ARA Libertad is a steel-hulled, full-rigged, class “A” sailing ship that serves as a school vessel in the Argentine Navy.One of the largest and fastest tall ships in the world, holder of several speed records, she was designed and built in the 1950s by the Río Santiago Shipyard, Ensenada, Argentina.Her maiden voyage was in 1961, and she continues to be a training ship with yearly instruction trips for the graduating naval cadets as well as a traveling goodwill ambassador, having covered more than 800,000 nautical miles (1,500,000 km) across all seas, visited about 500 ports in more than 60 countries, and trained more than 11,000 navy graduates.
Specs:
The ninth Argentine Navy vessel to bear the name Libertad, she has a total length (including bowsprit) of 103.75 m; a beam of 14.31 m; a draft of 6.60 m; and a displacement of 3,765 metric tonnes: these figures place ARA Libertad as the world’s sixth longest tall ship and the third heaviest in displacement.
Her complement is 357, including 24 officers, 187 crewmen and 150 naval cadets.
Among them an ever-increasing number of invited officers from friendly nations’ armed forces, personnel from the Argentine Army, Air Force and Coast Guard, students, journalists and distinguished people from different areas and disciplines, both local and foreign.
The ship’s follows the archetypal windjammer design, with a clipper bow and a wood-carved figurehead representing Liberty in a long flowing robe and a cruiser stern bearing the Argentine coat of arms in cast bronze.
She is an all square rigged vessel, with bowsprit and three steel masts –Fore, Main (height of 56,2 m), and Mizzen with boom– with double topsails and five yardarms each, which can rotate up to 45 degrees on each side. Five jibs are fixed to the bowsprit.All masts have five square sails, with the foremast and mainmast having three staysails, and the mizzen, a spanker, summing up 27 dacron sails with a total sail area of 2,652 square meters. Masts have a circular cross section, formed by welded steel sheets between 9.5mm and 12mm thick.

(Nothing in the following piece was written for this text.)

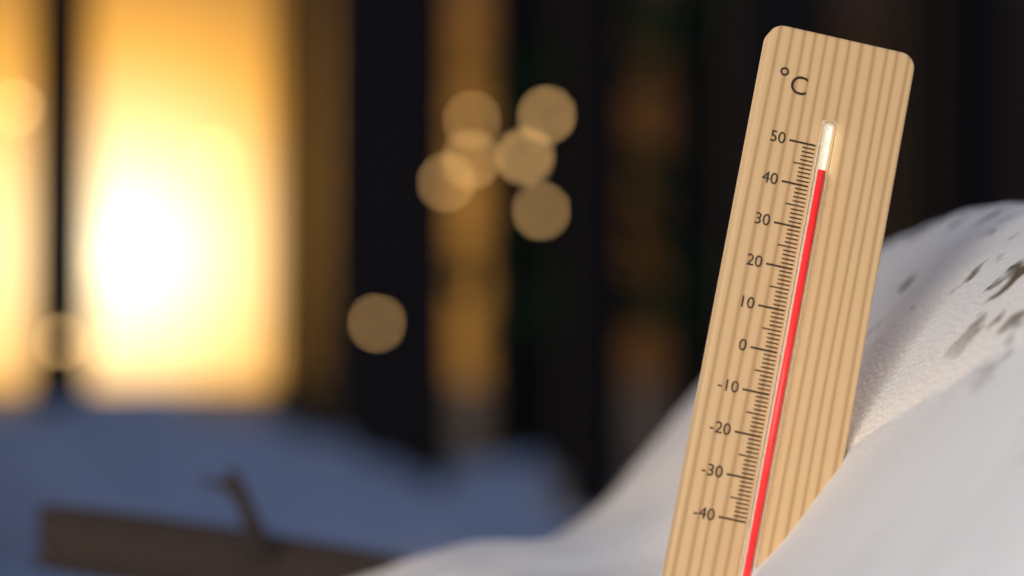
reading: 44 °C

The vessel carries four fully functional 47 mm QF 3 pounder Hotchkiss cannons, 1891 model, which were transferred from the previous school ship ARA Presidente Sarmiento.
Although only used as a protocolar salute battery, these cannons make Libertad the second most heavily armed tall ship in the world.
Trophies and notable voyages:In 1964 the frigate competed for the first time in a major offshore race for tall ships between the ports of Lisbon and Hamilton, Bermuda.
And in 1965 she completed her first round-the-world trip.
In 1966, during her fourth instruction voyage, ARA Libertad won the Great Medal Prize for establishing the tall ships’ world record for crossing the North Atlantic Ocean using only sail propulsion.
She did so by running between Cape Race (Canada) and the imaginary line going from Dublin to Liverpool –2,058.6 nautical miles (3,812.5 km)– in 8 days and 12 hours, a record that has not been beaten.
During the same trip, she also set the 124-hour run record for a sail school ship at 1,335 nautical miles,for which she was awarded the Boston Teapot Trophy.The captain was Commander Ricardo Guillermo Franke, and the Boston Teapot was presented by Prince Philip, Duke of Edinburgh in name of Queen Elizabeth II.Libertad has won the Boston Teapot Trophy nine times in total: in 1966, 1976, 1981, 1985, 1987, 1992, 1998, 2000, and 2007.
The ship last visited the UK in September 2000 when she called at Southampton Port and had previously visited London in 1995 and 1999.In August 1998 she was invited by the Royal Navy to participate in the International Festival of the Sea in Portsmouth, where she became one of the major attractions of the event.